The downside from an individual perspective is that RFID is passive. A thumbprint or retinal scan requires a person to overtly interact with a scanner. With RFID you may be scanned without ever even knowing a scanner is there. This is already a problem with chip-enabled credit cards and passports. To keep identity thieves from scanning those items special RF shielded wallets and bags have been developed. People may very well end up wearing shielded gloves or other apparel in order to silence the implanted chips.
While that may work, the gloves will become a stigma. Questions will arise about why gloves are being worn, what are you hiding? Even worse, why are you wearing gloves here and now?
One other question should be raised. Besides ID, what other functions will this chip have? A heart-rate/stress monitor comes to mind. Instant polygraph, scannable anytime DOE feels like it. I'm sure other more insidious ideas could be thought up, but let's keep the speculation to probable concepts.
But the tin-foil hat paranoiacs will always be imagining their next encounter with anal probe technology.
8/29/2019 5:26 PM
If the do something like this it will be for new employees not old ones. Someone pointed out that young people will embrace this type of thing.
No one is hyperventilating, just discussing the ramifications of a new technology that could be coming to Triad.
FYI - RFID is the emerging tech, not biometrics.
Companies are already experimenting in this area.
https://www.npr.org/sections/thetwo-way/2017/07/25/539265157/wisconsin-company-plans-to-start-implanting-chips-in-its-employees
https://www.independent.co.uk/travel/news-and-advice/sj-rail-train-tickets-hand-implant-microchip-biometric-sweden-a7793641.html
There is plenty of serious discussion about the ethics of chipping, it's hardly some fringe topic for conspiracy addicts.
There are some upsides, suppose you have a terror situation, school shooting, or hostage situation.
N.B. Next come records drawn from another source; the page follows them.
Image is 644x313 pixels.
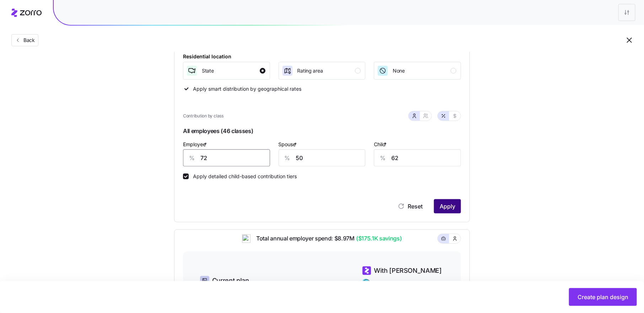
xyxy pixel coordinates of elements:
[578,293,628,302] span: Create plan design
[11,34,39,46] button: Back
[183,140,209,148] label: Employee
[374,150,392,166] div: %
[189,174,297,179] label: Apply detailed child-based contribution tiers
[279,150,296,166] div: %
[183,113,224,119] span: Contribution by class
[212,275,249,286] span: Current plan
[374,266,442,275] span: With [PERSON_NAME]
[374,140,388,148] label: Child
[355,234,402,243] span: ($175.1K savings)
[440,202,455,211] span: Apply
[21,37,35,44] span: Back
[242,234,251,243] img: ai-icon.png
[184,150,201,166] div: %
[279,140,299,148] label: Spouse
[408,202,423,211] span: Reset
[202,67,214,75] span: State
[183,53,232,61] div: Residential location
[393,67,405,75] span: None
[298,67,323,75] span: Rating area
[569,288,637,306] button: Create plan design
[183,125,461,140] span: All employees (46 classes)
[434,199,461,213] button: Apply
[392,199,429,213] button: Reset
[251,234,402,243] span: Total annual employer spend: $8.97M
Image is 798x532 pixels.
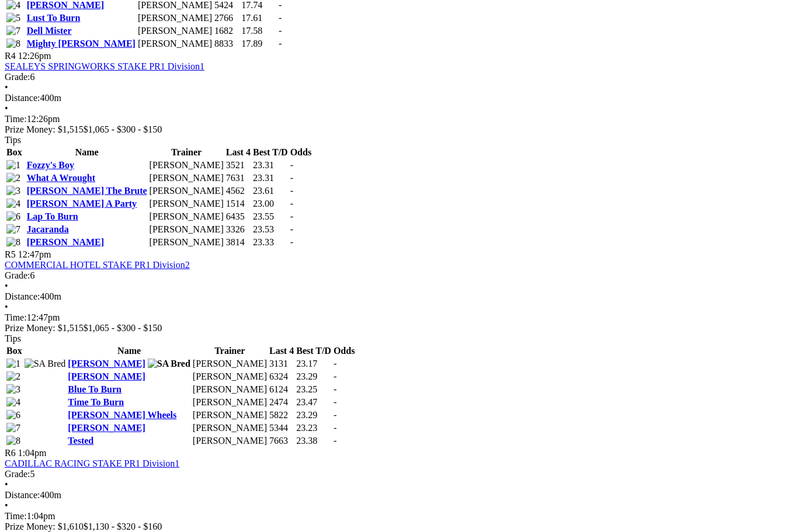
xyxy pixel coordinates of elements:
[241,12,277,24] td: 17.61
[6,13,20,23] img: 5
[290,186,293,196] span: -
[6,39,20,49] img: 8
[279,13,281,23] span: -
[268,384,294,395] td: 6124
[68,371,145,382] a: [PERSON_NAME]
[252,223,289,235] td: 23.53
[5,490,793,501] div: 400m
[5,501,8,510] span: •
[27,26,72,35] a: Dell Mister
[68,358,145,369] a: [PERSON_NAME]
[5,292,39,301] span: Distance:
[296,384,332,395] td: 23.25
[18,51,51,61] span: 12:26pm
[296,358,332,370] td: 23.17
[268,397,294,408] td: 2474
[296,397,332,408] td: 23.47
[5,448,16,458] span: R6
[27,39,136,48] a: Mighty [PERSON_NAME]
[290,237,293,248] span: -
[5,114,793,125] div: 12:26pm
[252,146,289,158] th: Best T/D
[290,211,293,222] span: -
[268,346,294,357] th: Last 4
[241,25,277,37] td: 17.58
[5,323,793,334] div: Prize Money: $1,515
[27,186,147,196] a: [PERSON_NAME] The Brute
[5,260,190,270] a: COMMERCIAL HOTEL STAKE PR1 Division2
[6,173,20,183] img: 2
[6,384,20,395] img: 3
[27,160,74,170] a: Fozzy's Boy
[27,211,78,222] a: Lap To Burn
[192,436,268,447] td: [PERSON_NAME]
[5,125,793,135] div: Prize Money: $1,515
[296,436,332,447] td: 23.38
[68,397,124,407] a: Time To Burn
[84,125,162,134] span: $1,065 - $300 - $150
[27,237,104,248] a: [PERSON_NAME]
[241,38,277,50] td: 17.89
[290,173,293,183] span: -
[214,25,239,37] td: 1682
[6,346,23,356] span: Box
[226,172,252,184] td: 7631
[226,146,252,158] th: Last 4
[6,26,20,36] img: 7
[5,51,16,61] span: R4
[137,38,213,50] td: [PERSON_NAME]
[5,522,793,532] div: Prize Money: $1,610
[5,490,39,500] span: Distance:
[5,271,793,281] div: 6
[5,135,21,145] span: Tips
[226,198,252,210] td: 1514
[5,281,8,291] span: •
[149,198,224,210] td: [PERSON_NAME]
[334,436,337,446] span: -
[214,12,239,24] td: 2766
[68,436,93,446] a: Tested
[268,358,294,370] td: 3131
[84,522,162,532] span: $1,130 - $320 - $160
[226,223,252,235] td: 3326
[137,12,213,24] td: [PERSON_NAME]
[226,159,252,171] td: 3521
[149,223,224,235] td: [PERSON_NAME]
[5,313,793,323] div: 12:47pm
[27,198,137,209] a: [PERSON_NAME] A Party
[334,423,337,433] span: -
[5,249,16,260] span: R5
[137,25,213,37] td: [PERSON_NAME]
[334,410,337,420] span: -
[6,410,20,420] img: 6
[5,511,27,521] span: Time:
[5,469,31,479] span: Grade:
[279,26,281,35] span: -
[192,346,268,357] th: Trainer
[192,423,268,434] td: [PERSON_NAME]
[149,146,224,158] th: Trainer
[27,13,80,23] a: Lust To Burn
[296,410,332,421] td: 23.29
[334,397,337,407] span: -
[252,198,289,210] td: 23.00
[252,211,289,223] td: 23.55
[214,38,239,50] td: 8833
[290,160,293,170] span: -
[6,397,20,407] img: 4
[5,302,8,312] span: •
[268,371,294,383] td: 6324
[268,423,294,434] td: 5344
[252,185,289,197] td: 23.61
[5,480,8,489] span: •
[27,146,148,158] th: Name
[6,358,20,369] img: 1
[5,114,27,124] span: Time:
[149,185,224,197] td: [PERSON_NAME]
[226,211,252,223] td: 6435
[192,371,268,383] td: [PERSON_NAME]
[6,186,20,196] img: 3
[6,147,23,158] span: Box
[6,237,20,248] img: 8
[5,271,31,280] span: Grade:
The ability to hit a dead man switch would probably save lots of lives.
The whole thing could be more on a volunteer basis. If you have a chip you could have lower insurance rates, faster security checks for airports, easier to find if you get lost hiking, and will lower crime.
Say what you want but there are some advantages to this and many people will be just fine with it.
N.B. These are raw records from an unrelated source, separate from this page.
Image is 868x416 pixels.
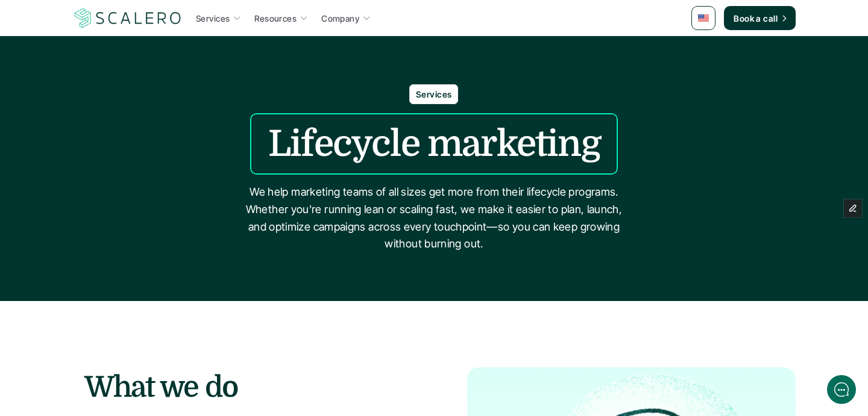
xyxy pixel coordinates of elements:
[827,375,856,405] iframe: gist-messenger-bubble-iframe
[192,330,201,336] tspan: GIF
[101,303,153,311] span: We run on Gist
[254,12,297,25] p: Resources
[322,12,359,25] p: Company
[188,328,205,338] g: />
[72,7,183,29] img: Scalero company logo
[45,8,86,21] div: Scalero
[844,199,862,218] button: Edit Framer Content
[183,317,209,351] button: />GIF
[45,23,86,31] div: Back [DATE]
[84,367,431,408] h2: What we do
[196,12,230,25] p: Services
[268,122,601,166] h1: Lifecycle marketing
[416,88,452,101] p: Services
[724,6,796,30] a: Book a call
[734,12,778,25] p: Book a call
[36,8,226,31] div: ScaleroBack [DATE]
[72,7,183,29] a: Scalero company logo
[238,184,630,253] p: We help marketing teams of all sizes get more from their lifecycle programs. Whether you're runni...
That was supposed to be serious? Why not just keep crazy people from owning guns? Oops, not PC enough for you?
I know some gun owners who are perfectly fine stable people and who are not NRA members, however the NRA members that I do know are either outright insane, and I mean really insane or are out and out and out evil people who simply talk about shooting people all the time. I find both types rather scary. Just my experience for what it is worth. I doubt we need a chip for these people, just a criminal record and psych evaluation before you get a gun. I am pretty sure some of the NRA members I know must have prior interactions with law enforcement, at the very least a few misdemeanors. Some of these people have not had a job for some time, so nothing is up.
Second step - Use chip for timecard tracking.
Third step - Replace chip with exploding collar AKA "The Running Man". Head thru the gate 2 minutes before your shift ends? BOOM!